My thinking with preamps and tracking now is this: if I can get as much information as possible in the capture, I can always subtract what I don’t want later, but I can never add in what isn’t there. If I have a high def picture, I can easily distort or munge any aspect of that picture in a virtually unlimited number of ways after the fact. But if some part of the picture is already distorted or bent — or missing altogether — there’s no getting at the underlying reality, it’s lost forever.

I tasked my sizable list of sonic demands to my dear friend Kevin, the genius behind the Clariphonic, and what he came up with was the Omega. If you listen to the music of Sneaky Little Devil or the music in Kush’s Omega, Hammer, and Transformer Model 458a videos, you will hear the sound of music recorded 100% through Omega preamps. There is a unifying quality to all of it: the bass is super deep, the highs are incredibly smooth and extended, and even when elements are heavily distorted there’s still an integrity and clarity to it all.

There’s something about the high definition capture that stands up to any kind of abuse or treatment, but as often as not I find that I don’t do much processing, if any, to tracks. I stopped needing to add crazy top end to vocals, because it’s already there in spades. Kicks and bass start with formidable weight, but if I want more, cranking 40-60Hz never gets muddy, it just gets bigger and reaches down to the floor.

BY SELLING 4 VINTAGE PREAMPS, I PUT NEARLY $14,000 BACK IN MY BANK ACCOUNT...

Here’s a bit of insider info: the reason the first Transformer plugins were Model A and Model N is because those were the first of my vintage preamps to get sold.
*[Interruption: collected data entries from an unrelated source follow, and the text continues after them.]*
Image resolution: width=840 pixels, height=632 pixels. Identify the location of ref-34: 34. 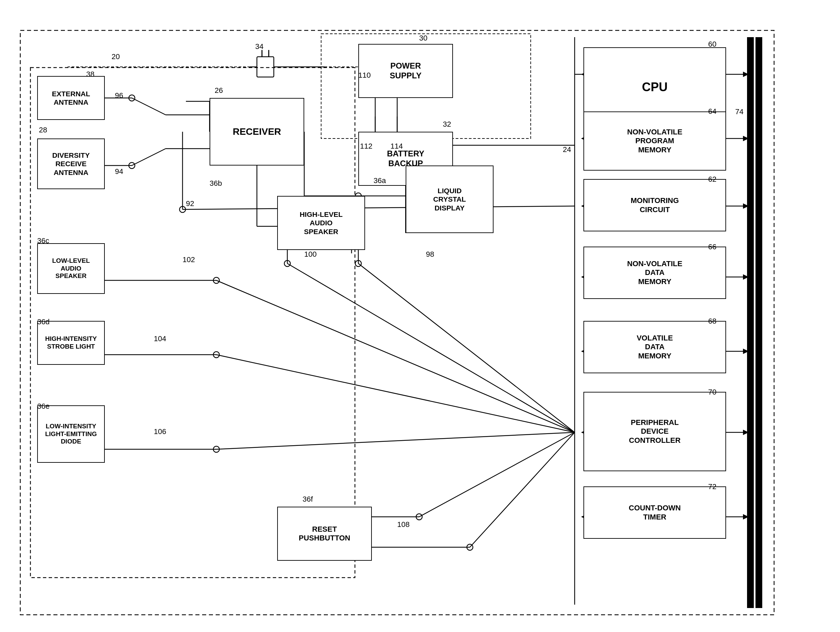
(259, 46).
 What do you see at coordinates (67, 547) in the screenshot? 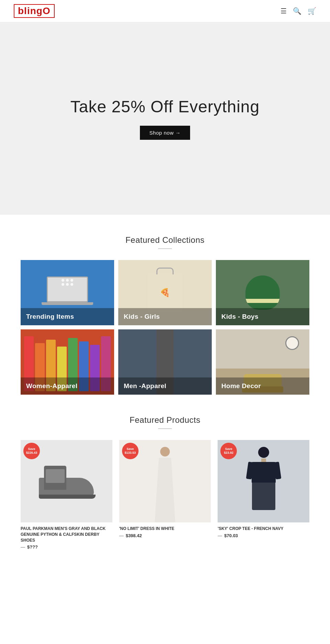
I see `product-price-shoe: — $???` at bounding box center [67, 547].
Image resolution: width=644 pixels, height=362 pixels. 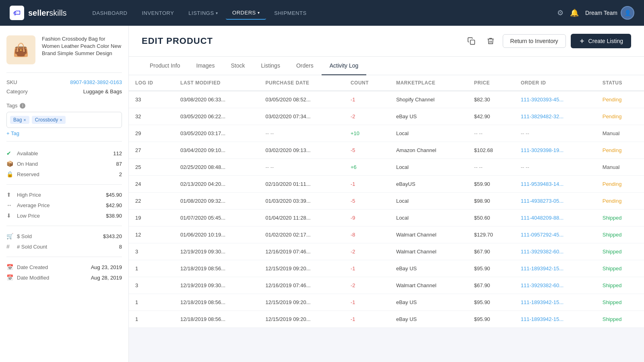 What do you see at coordinates (246, 13) in the screenshot?
I see `nav-orders: ORDERS ▾` at bounding box center [246, 13].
By selling 4 vintage preamps, I put nearly $14,000 back in my bank account, but because of the Transformer plugins those exact colors are still available to me if I want them, which I sometimes do because they’re gorgeous. But I prefer having them as realtime options like any other, textures to play with in the mix when all the other elements are known. I want to use or not use any color because the production tells me so, not because my choice of mic pre dictated the terms before the song was even fully recorded.

I know others will disagree, and I completely respect everyone’s individual workflow and choices. I spent my first 8 years of engineering on analog tape printing with vintage comps and eq’s, so I’m no stranger to “committing early, often, and powerfully.” But generally speaking, I’ve fallen in love with printing in glorious full resolution, maximum bandwidth and integrity. I still eq and compress on the way in about 50% of the time, but it’s generally to augment and adorn, I still have all the info there should I need it.

There is zero doubt in my mind that my mixes and my productions have benefitted tremendously from this ‘record-as-much-detail as possible’ approach, and if you’ve ever felt torn about “which flavor vintage preamp to get”, maybe the answer is simpler than you thought: “none of them”.